Few have mastered so imaginatively this form of art on Photoshop. See more of his work at Gay Art Parodies.
Centaurus divides his work into three categories: 1.Male nude replacing Female in Famous Paintings; 2.Male nude added to Famous Paintings; 3. Fantasy Photos — Created by merging several images.
Thinking images of the female nude in the history of art have been ubiquitous, Centaurus began creating what he called “Gender Bent” paintings.
James Huctwith lives and work in downtown Toronto. Born in 1967, he was raised in rural Southern Ontario. He attended Cayuga Secondary School from 1981 until 1986, graduating with honours from Grade Thirteen. Afterwards, he studied fine art for three years at the University of Guelph, primarily interested in theory, history and architecture – citing professors Suzy Lake and Margaret Priest as influences.

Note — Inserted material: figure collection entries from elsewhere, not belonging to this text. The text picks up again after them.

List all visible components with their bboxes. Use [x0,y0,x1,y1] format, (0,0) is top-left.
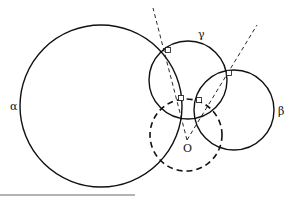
circle-orthogonal-circle [150,99,222,171]
circle-label-gamma: γ [198,28,205,41]
point-label-o: O [183,142,192,155]
circle-alpha [20,25,182,187]
right-angle-mark-0 [166,48,171,53]
circle-gamma [149,41,227,119]
dashed-lines-group [153,8,257,140]
circle-label-beta: β [278,105,284,118]
circle-label-alpha: α [10,100,18,113]
right-angle-mark-1 [227,71,232,76]
circle-beta [194,70,274,150]
right-angle-mark-2 [179,96,184,101]
right-angle-mark-3 [197,98,202,103]
circles-group [20,25,274,187]
geometry-diagram: α γ β O [0,0,295,197]
line-o-alpha-gamma [153,8,187,140]
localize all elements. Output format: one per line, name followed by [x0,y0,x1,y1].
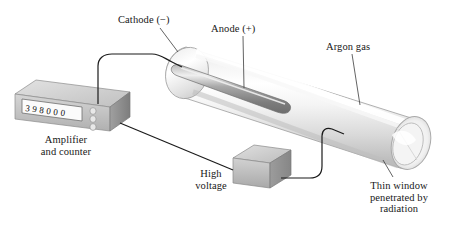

After this, he lived in Vancouver in the early ‘90’s where he first began to paint and exhibit. Returning to Toronto in 1995, he began producing and exhibiting professionally with the O’Connor Gallery. He was with the gallery for a decade, crediting the encouragement and support of the then proprietor, Dennis O’Connor, as “rare, invaluable and crucial to my ability to develop.”
The next three years were marked by personal difficulty and marked changes. In the spring of 2005, Huctwith joined Gallery Jones in Vancouver for two years, and produced a run of ‘cooled-out’ non-figurative works, in contrast to the O’Connor shows which had been physically and emotionally explicit. Huctwith left O’Connor and joined Galerie Harwood near Montreal, also for two years, starting in 2006. The work produced for this gallery was marked primarily by considered re-interpretations of the still life genre.
Feeling it was time to regroup and rediscover where he wanted to go with the work, Huctwith moved all his work back to Ontario, placing past work with Antonio Arch Fine Arts Ltd. in Toronto, and signing up with Galerie La Petite Mort in Ottawa. His first show there, in the fall of 2009, was a success.